Museum Realizes Ten J.E.H. MacDonald Sketches Are Fakes—and Puts Them on Display
A new exhibition showcases how the Vancouver Art Gallery investigated the artworks’ authenticity
After concluding that ten donated sketches attributed to Canadian artist J.E.H. MacDonald are actually forgeries, the Vancouver Art Gallery has decided to display them anyway. The museum’s new exhibition, “J.E.H. MacDonald? A Tangled Garden,” is the culmination of nearly a decade of questions and media scrutiny regarding the paintings’ authenticity.
In 2015, the Vancouver Art Gallery received the sketches as a donation. Ian Thom, the museum’s former senior curator, thought they were authentic and called the paintings one of the “most significant historical [gifts]” the gallery had ever received.
MacDonald is one of Canada’s most revered painters. He was a founding member of the Group of Seven, a collective of landscape artists whose work helped shape Canada’s national identity in the early 20th century. When the gallery acquired the ten sketches, officials hoped they could shed new light on the artist’s process.
The museum was under the impression that MacDonald and his son had buried the sketches in their backyard in the 1930s, according to the Globe and Mail’s Marsha Lederman, who has extensively covered the forgeries. As the story goes, a family friend, Max Merkur, rediscovered the works in the 1970s, and Merkur’s children donated them to the gallery.
“When it first started, I thought this is one of the great experiences of my life,” says Thom (who retired in 2018) in a video accompanying the exhibition, per the Globe and Mail. “And then it just got worse and worse and worse. It was one of the worst experiences of my life, frankly.”
Soon after the works first went on display, questions began emerging. In response, the museum called in art historians, handwriting experts, scientists and other specialists to help investigate the paintings’ origins.
“It’s not like the Antiques Roadshow where someone comes in and an expert looks at it and tells you everything about it,” Richard Hill, the gallery’s curator of Canadian art, tells CTV News Vancouver’s Abigail Turner. “I think it’s actually quite rare that something like this happens.”
As the investigation progressed, many red flags appeared: For one thing, MacDonald was known only to add people when creating his final canvases, but these sketches featured figures. The boards were also considerably thicker than what MacDonald typically used in this period. Several paintings even featured misspellings—such as “MacDnald” instead of “MacDonald.”
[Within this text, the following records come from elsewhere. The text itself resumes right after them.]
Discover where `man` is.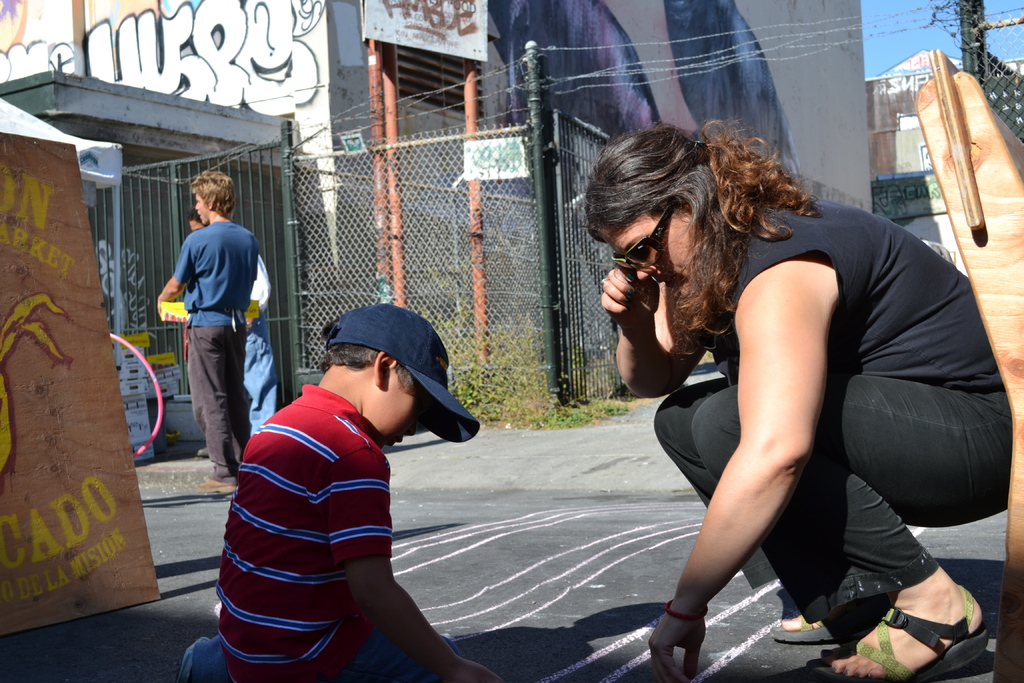
Discovered at (193,210,275,454).
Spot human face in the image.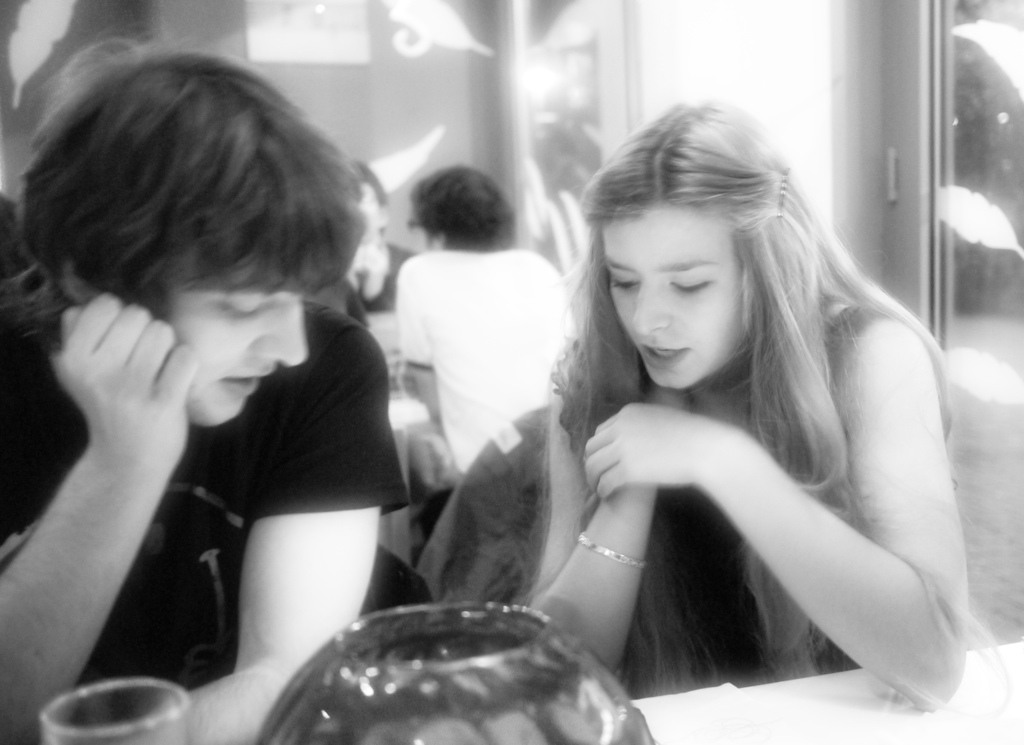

In some cases, “the purported sketches looked more like copies of the finished product,” writes the Globe and Mail. “For instance, the 1916 painting The Elements is known to have been composed from two different sketches: one done in the Laurentians for the sky; and another done on Georgian Bay for the trees, rocks and water. But the donated sketch looked like the final painting.”
The results of a pigment analysis were particularly worrisome: Experts with the Canadian Conservation Institute discovered that most of the paintings contained pigments that weren’t used until after MacDonald’s death.
“J.E.H. MacDonald? A Tangled Garden” showcases how the investigation played out. In addition to the forged works, the exhibition also features authentic oil sketches from the gallery’s permanent collection by MacDonald and other members of the Group of Seven.
The museum is billing the show as an act of transparency. Even so, “many have questioned why it took nearly nine years for the truth about the supposed MacDonald sketches to be made public,” writes the Art Newspaper’s Hadani Ditmars. The identity of the artist behind the forgeries remains a mystery.
“This exhibition provides our visitors a rare opportunity to peek behind the scenes and see how we do the work we do, and the passion and dedication of everyone involved,” says Hill in a statement.
“J.E.H. MacDonald? A Tangled Garden” is on view at the Vancouver Art Gallery through May 12, 2024.